Speaking of Appalled
Telegraph - A whiff of Old Labour
Amid our countless public enterprises that lose money and cost the taxpayer vast sums, the Prince of Wales’s private Duchy of Cornwall is successful, enterprising and profitable. That does not prevent the Public Accounts Committee of the House of Commons, where no one is ill-paid or ill-pensioned, from casting a baleful eye over it and pronouncing it ill-run. Because it is profitable, the Prince of Wales’s income, on which he pays 40 per cent tax, has risen to £13 million a year.
The PAC objects to the Prince of Wales being chairman of an enterprise which determines his income. He should resign, they say, and why is he not paying corporation or capital gains tax? The short answer to that question is that as a private estate the ancient duchy does not attract corporation tax nor does it make capital gains.
We catch here a whiff of the old-fashioned socialism which Tony Blair has worked hard to exorcise from his party; that and an even stronger whiff of the republicanism which many in today’s Labour ranks espouse. If the Duchy of Cornwall were losing money, there might indeed be a case for the PAC to complain; but no, what they find objectionable is a well-managed private estate that makes lots of money and, they complain, is not sufficiently accountable to the public.
They overlook what courtiers rightly stress, that this is a private body, not a public agency accountable to the taxpayer. Indeed, because the Queen also draws part of her income from the duchy, it is an enterprise which is saving the taxpayer money. To his credit, the Chancellor, Gordon Brown, knows this, perceives the folly of the PAC’s position and has advised MPs to lay off the Prince of Wales. Alas, the itch of ancestral animosities has proved too strong.
The PAC is one of Parliament’s most influential committees and a valuable watchdog. It does its own standing no good in the public eye with a report so patently biased and obtuse.
So mean-spirited and bitter. It’s unbelievable.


- _WORK INSTRUCTION_
Exactly reproduce the entries, dropping any pictures from your copy.

- _MATERIAL SHOWN_
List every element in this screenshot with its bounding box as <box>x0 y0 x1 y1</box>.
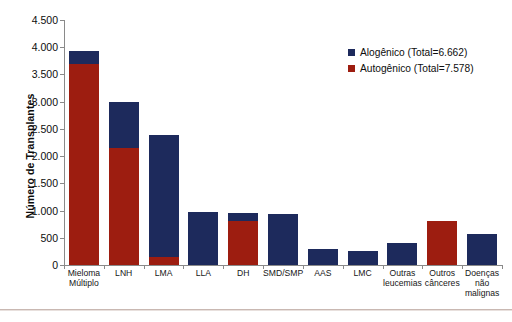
legend-swatch-alogenico-icon <box>348 49 355 56</box>
y-tick-label: 4.500 <box>32 15 58 25</box>
bar-segment-alogenico <box>308 249 338 265</box>
category-label: AAS <box>303 268 343 278</box>
bar-7[interactable] <box>348 251 378 265</box>
y-tick-mark <box>60 74 64 75</box>
bar-1[interactable] <box>109 102 139 265</box>
bar-8[interactable] <box>387 243 417 265</box>
category-label: Outros cânceres <box>422 268 462 288</box>
bar-segment-autogenico <box>427 221 457 265</box>
page-divider-shadow <box>0 310 512 311</box>
y-tick-label: 4.000 <box>32 42 58 52</box>
bar-segment-autogenico <box>228 221 258 265</box>
category-label: LMC <box>343 268 383 278</box>
legend-item-autogenico: Autogênico (Total=7.578) <box>348 60 474 76</box>
bar-segment-alogenico <box>387 243 417 265</box>
category-label: Outras leucemias <box>383 268 423 288</box>
bar-6[interactable] <box>308 249 338 265</box>
bar-10[interactable] <box>467 234 497 265</box>
chart-legend: Alogênico (Total=6.662) Autogênico (Tota… <box>348 44 474 76</box>
y-tick-mark <box>60 47 64 48</box>
y-tick-mark <box>60 238 64 239</box>
y-tick-mark <box>60 156 64 157</box>
bar-segment-alogenico <box>467 234 497 265</box>
bar-segment-alogenico <box>69 51 99 64</box>
bar-segment-autogenico <box>69 64 99 265</box>
bar-2[interactable] <box>149 135 179 265</box>
x-tick-mark <box>502 265 503 269</box>
y-axis-line <box>64 20 65 266</box>
bar-segment-alogenico <box>348 251 378 265</box>
y-tick-label: 1.500 <box>32 178 58 188</box>
y-tick-mark <box>60 211 64 212</box>
legend-label-alogenico: Alogênico (Total=6.662) <box>360 47 467 58</box>
y-tick-label: 2.000 <box>32 151 58 161</box>
category-label: LMA <box>144 268 184 278</box>
category-label: Doenças não malignas <box>462 268 502 299</box>
x-axis-line <box>64 265 502 266</box>
bar-segment-alogenico <box>268 214 298 265</box>
y-tick-label: 0 <box>52 260 58 270</box>
y-tick-mark <box>60 20 64 21</box>
bar-4[interactable] <box>228 213 258 265</box>
legend-label-autogenico: Autogênico (Total=7.578) <box>360 63 474 74</box>
category-label: Mieloma Múltiplo <box>64 268 104 288</box>
bar-segment-alogenico <box>149 135 179 257</box>
y-tick-label: 2.500 <box>32 124 58 134</box>
bar-segment-alogenico <box>188 212 218 265</box>
bar-segment-autogenico <box>109 148 139 265</box>
y-tick-mark <box>60 183 64 184</box>
bar-5[interactable] <box>268 214 298 265</box>
category-label: DH <box>223 268 263 278</box>
bar-0[interactable] <box>69 51 99 265</box>
y-tick-label: 3.500 <box>32 69 58 79</box>
y-tick-mark <box>60 102 64 103</box>
category-label: LLA <box>183 268 223 278</box>
y-tick-label: 1.000 <box>32 206 58 216</box>
y-axis-tick-labels: 05001.0001.5002.0002.5003.0003.5004.0004… <box>0 20 58 265</box>
legend-item-alogenico: Alogênico (Total=6.662) <box>348 44 474 60</box>
category-label: LNH <box>104 268 144 278</box>
y-tick-mark <box>60 129 64 130</box>
y-tick-label: 500 <box>40 233 58 243</box>
y-tick-label: 3.000 <box>32 97 58 107</box>
category-label: SMD/SMP <box>263 268 303 278</box>
bar-segment-alogenico <box>228 213 258 221</box>
legend-swatch-autogenico-icon <box>348 65 355 72</box>
bar-segment-alogenico <box>109 102 139 148</box>
bar-9[interactable] <box>427 221 457 265</box>
bar-3[interactable] <box>188 212 218 265</box>
bar-chart: Número de Transplantes 05001.0001.5002.0… <box>0 0 512 322</box>
bar-segment-autogenico <box>149 257 179 265</box>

- _ANSWER TO THIS PROBLEM_
List every element in this screenshot with its bounding box as <box>x0 y0 x1 y1</box>.
legend-swatch-alogenico-icon <box>348 49 355 56</box>
y-tick-label: 4.500 <box>32 15 58 25</box>
bar-segment-alogenico <box>308 249 338 265</box>
category-label: AAS <box>303 268 343 278</box>
bar-7[interactable] <box>348 251 378 265</box>
y-tick-mark <box>60 74 64 75</box>
bar-1[interactable] <box>109 102 139 265</box>
bar-8[interactable] <box>387 243 417 265</box>
category-label: Outros cânceres <box>422 268 462 288</box>
bar-segment-autogenico <box>427 221 457 265</box>
page-divider-shadow <box>0 310 512 311</box>
y-tick-label: 4.000 <box>32 42 58 52</box>
bar-segment-autogenico <box>228 221 258 265</box>
category-label: LMC <box>343 268 383 278</box>
legend-item-autogenico: Autogênico (Total=7.578) <box>348 60 474 76</box>
bar-segment-alogenico <box>387 243 417 265</box>
category-label: Outras leucemias <box>383 268 423 288</box>
bar-6[interactable] <box>308 249 338 265</box>
bar-10[interactable] <box>467 234 497 265</box>
chart-legend: Alogênico (Total=6.662) Autogênico (Tota… <box>348 44 474 76</box>
y-tick-mark <box>60 47 64 48</box>
y-tick-mark <box>60 238 64 239</box>
y-tick-mark <box>60 156 64 157</box>
bar-segment-alogenico <box>467 234 497 265</box>
bar-segment-alogenico <box>69 51 99 64</box>
bar-segment-autogenico <box>69 64 99 265</box>
bar-2[interactable] <box>149 135 179 265</box>
x-tick-mark <box>502 265 503 269</box>
y-axis-line <box>64 20 65 266</box>
bar-segment-alogenico <box>348 251 378 265</box>
y-tick-label: 1.500 <box>32 178 58 188</box>
y-tick-mark <box>60 211 64 212</box>
legend-label-alogenico: Alogênico (Total=6.662) <box>360 47 467 58</box>
y-tick-label: 2.000 <box>32 151 58 161</box>
category-label: LMA <box>144 268 184 278</box>
category-label: Doenças não malignas <box>462 268 502 299</box>
x-axis-line <box>64 265 502 266</box>
bar-segment-alogenico <box>268 214 298 265</box>
y-tick-label: 0 <box>52 260 58 270</box>
y-tick-mark <box>60 20 64 21</box>
bar-4[interactable] <box>228 213 258 265</box>
legend-label-autogenico: Autogênico (Total=7.578) <box>360 63 474 74</box>
category-label: Mieloma Múltiplo <box>64 268 104 288</box>
bar-segment-alogenico <box>149 135 179 257</box>
y-tick-label: 2.500 <box>32 124 58 134</box>
bar-segment-alogenico <box>188 212 218 265</box>
bar-segment-autogenico <box>109 148 139 265</box>
y-tick-mark <box>60 183 64 184</box>
bar-5[interactable] <box>268 214 298 265</box>
category-label: DH <box>223 268 263 278</box>
bar-0[interactable] <box>69 51 99 265</box>
y-tick-label: 3.500 <box>32 69 58 79</box>
y-tick-mark <box>60 102 64 103</box>
category-label: LLA <box>183 268 223 278</box>
y-tick-label: 1.000 <box>32 206 58 216</box>
y-axis-tick-labels: 05001.0001.5002.0002.5003.0003.5004.0004… <box>0 20 58 265</box>
legend-item-alogenico: Alogênico (Total=6.662) <box>348 44 474 60</box>
category-label: LNH <box>104 268 144 278</box>
y-tick-mark <box>60 129 64 130</box>
y-tick-label: 500 <box>40 233 58 243</box>
y-tick-label: 3.000 <box>32 97 58 107</box>
category-label: SMD/SMP <box>263 268 303 278</box>
bar-segment-alogenico <box>228 213 258 221</box>
legend-swatch-autogenico-icon <box>348 65 355 72</box>
bar-segment-alogenico <box>109 102 139 148</box>
bar-9[interactable] <box>427 221 457 265</box>
bar-3[interactable] <box>188 212 218 265</box>
bar-chart: Número de Transplantes 05001.0001.5002.0… <box>0 0 512 322</box>
bar-segment-autogenico <box>149 257 179 265</box>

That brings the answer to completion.